**Task details:** Below are some entries. Transcribe the lines from the one holding "The width and height of the screenshot is (1622, 912)." to the one holding "Task: Click on the Sunday", inclusive, but not the pictures among them.

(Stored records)
>>>

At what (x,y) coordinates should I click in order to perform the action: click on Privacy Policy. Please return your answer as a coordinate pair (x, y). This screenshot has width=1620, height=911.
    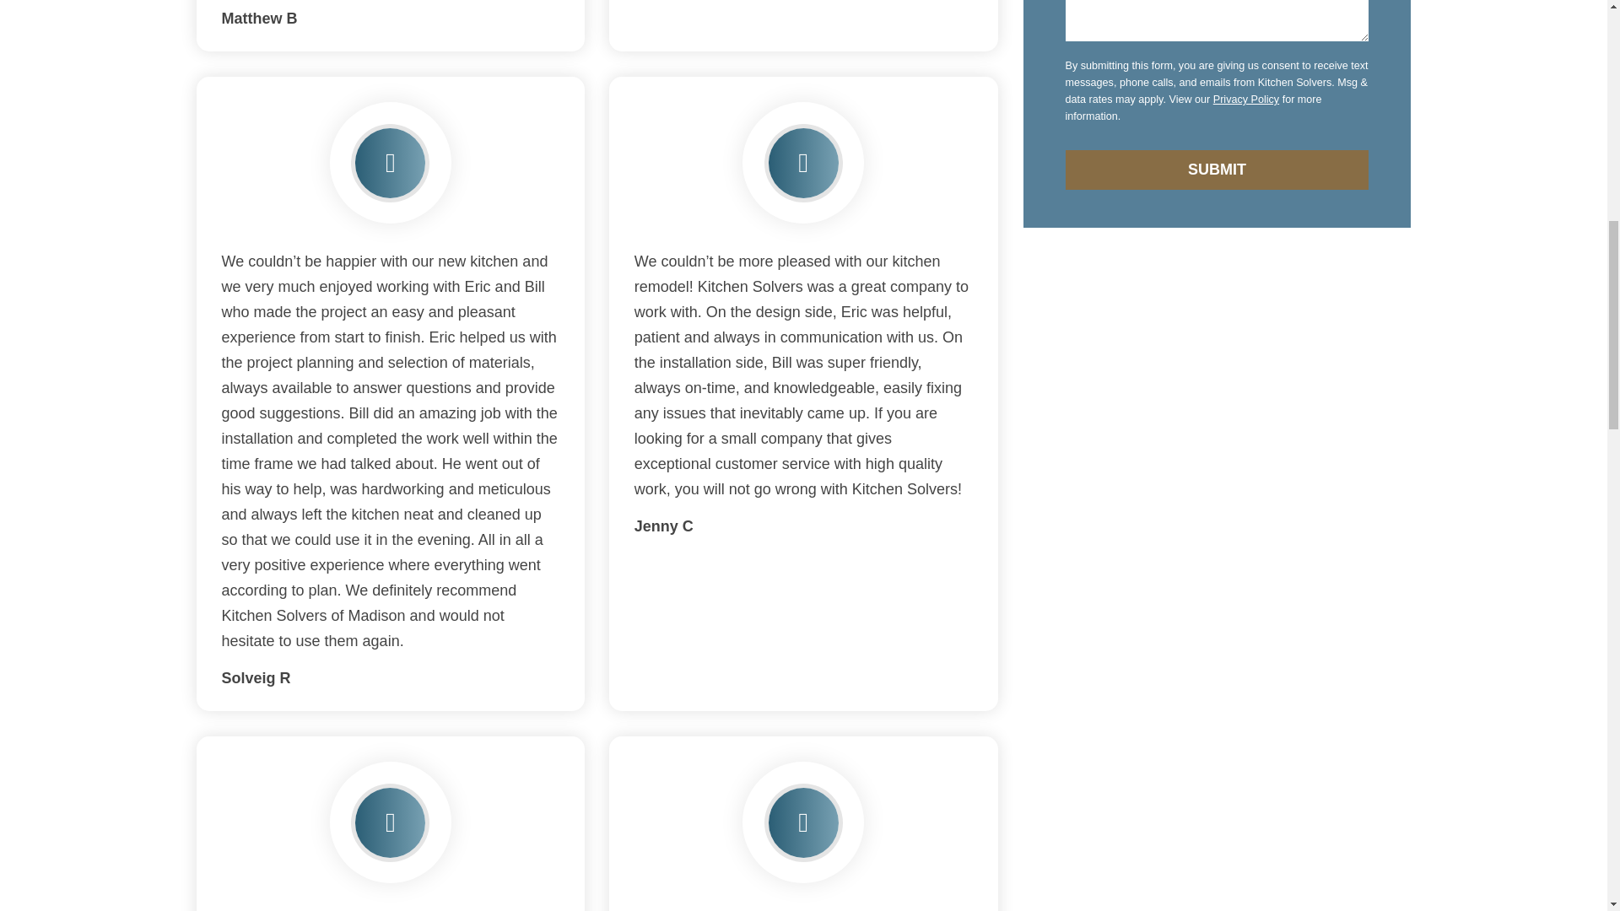
    Looking at the image, I should click on (1246, 100).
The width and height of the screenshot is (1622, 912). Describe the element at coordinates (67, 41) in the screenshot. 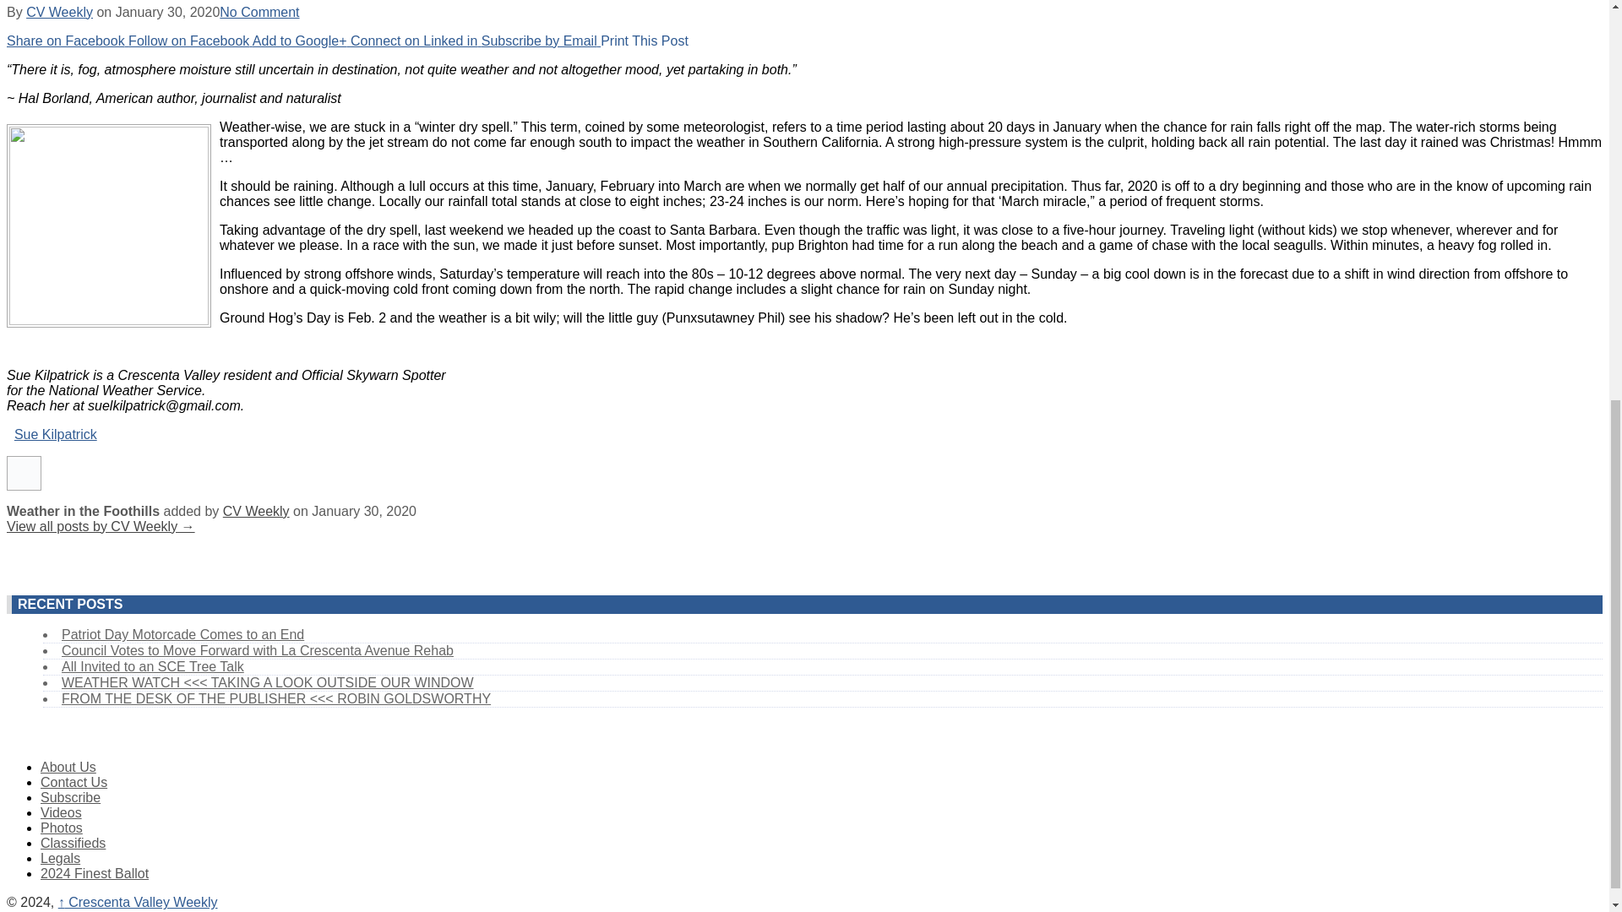

I see `Share on Facebook` at that location.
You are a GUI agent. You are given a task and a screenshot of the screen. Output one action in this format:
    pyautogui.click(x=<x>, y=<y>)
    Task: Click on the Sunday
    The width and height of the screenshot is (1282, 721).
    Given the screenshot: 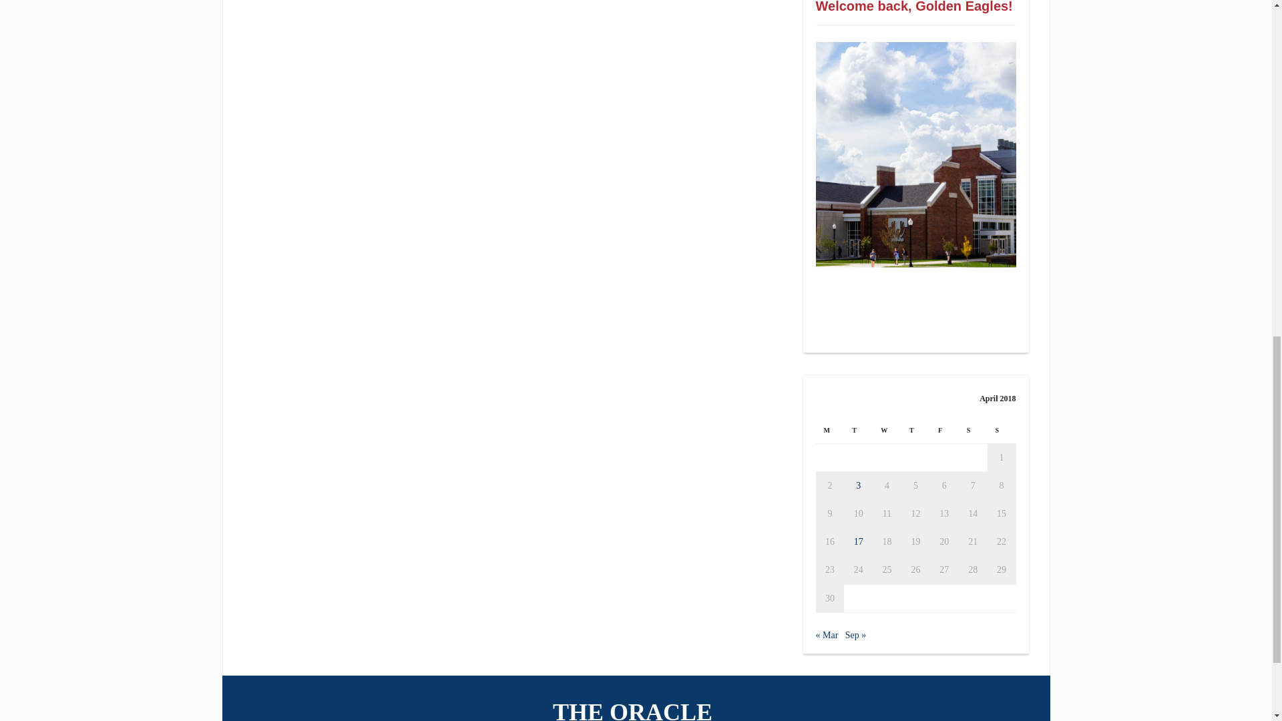 What is the action you would take?
    pyautogui.click(x=1001, y=430)
    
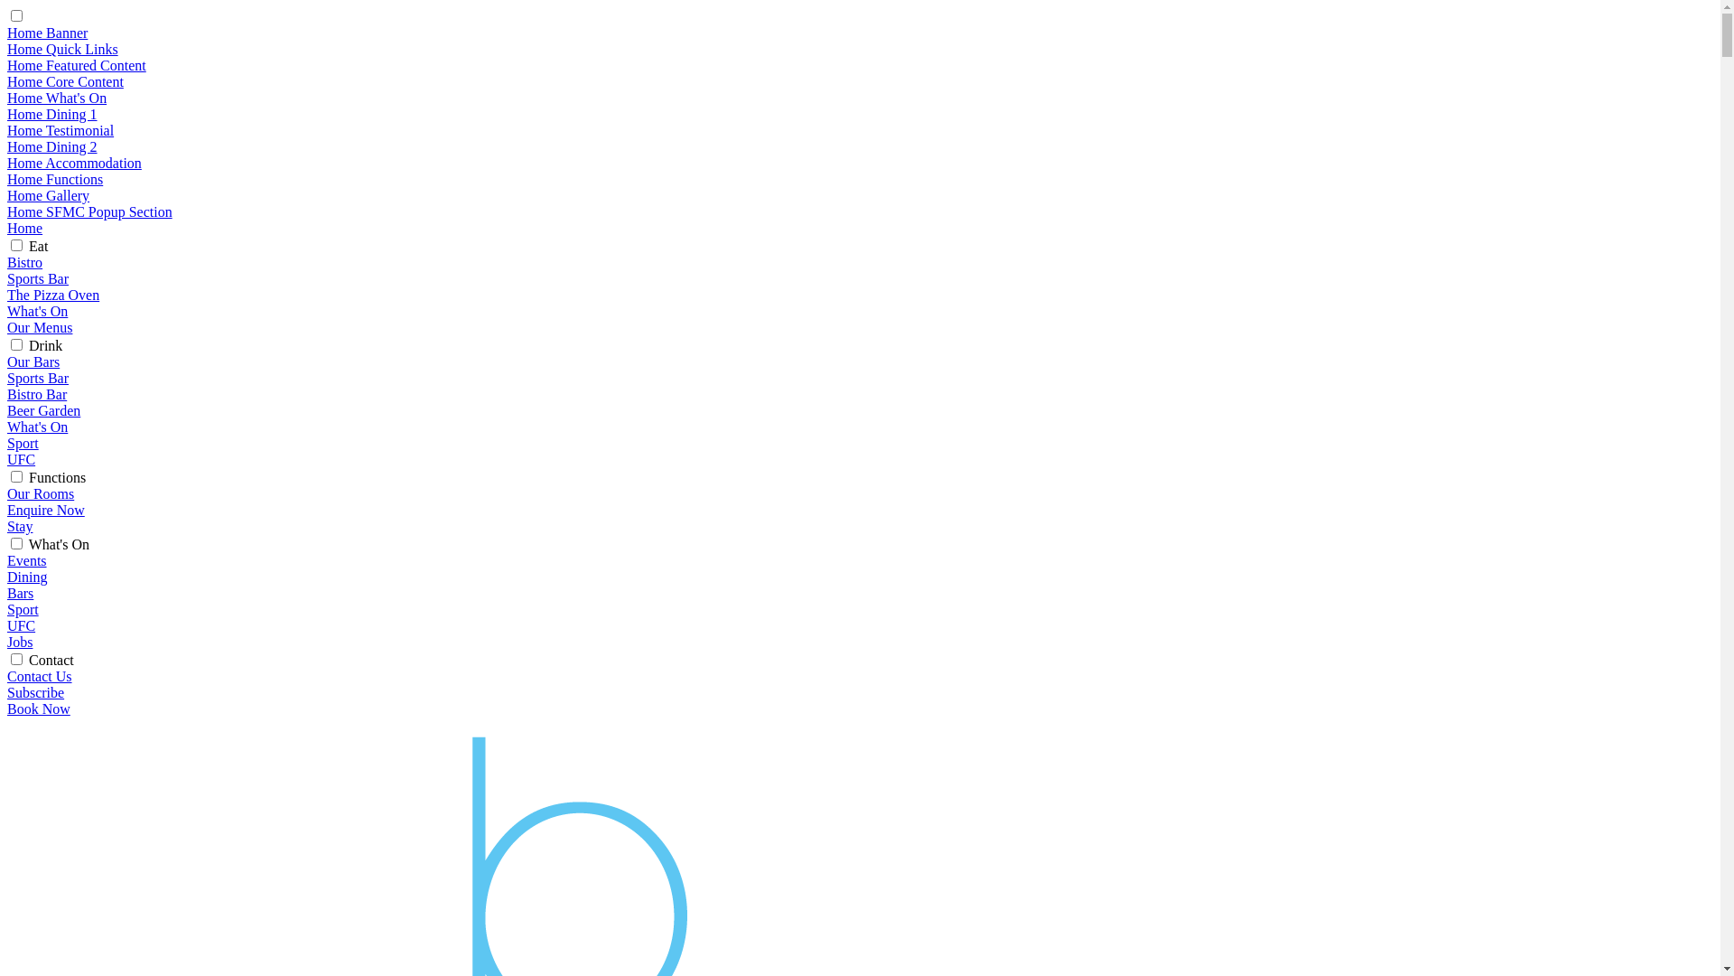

<<<

**Expected answer:**
The width and height of the screenshot is (1622, 912). Describe the element at coordinates (67, 41) in the screenshot. 

I see `Share on Facebook` at that location.
You are a GUI agent. You are given a task and a screenshot of the screen. Output one action in this format:
    pyautogui.click(x=<x>, y=<y>)
    Task: Click on the Sunday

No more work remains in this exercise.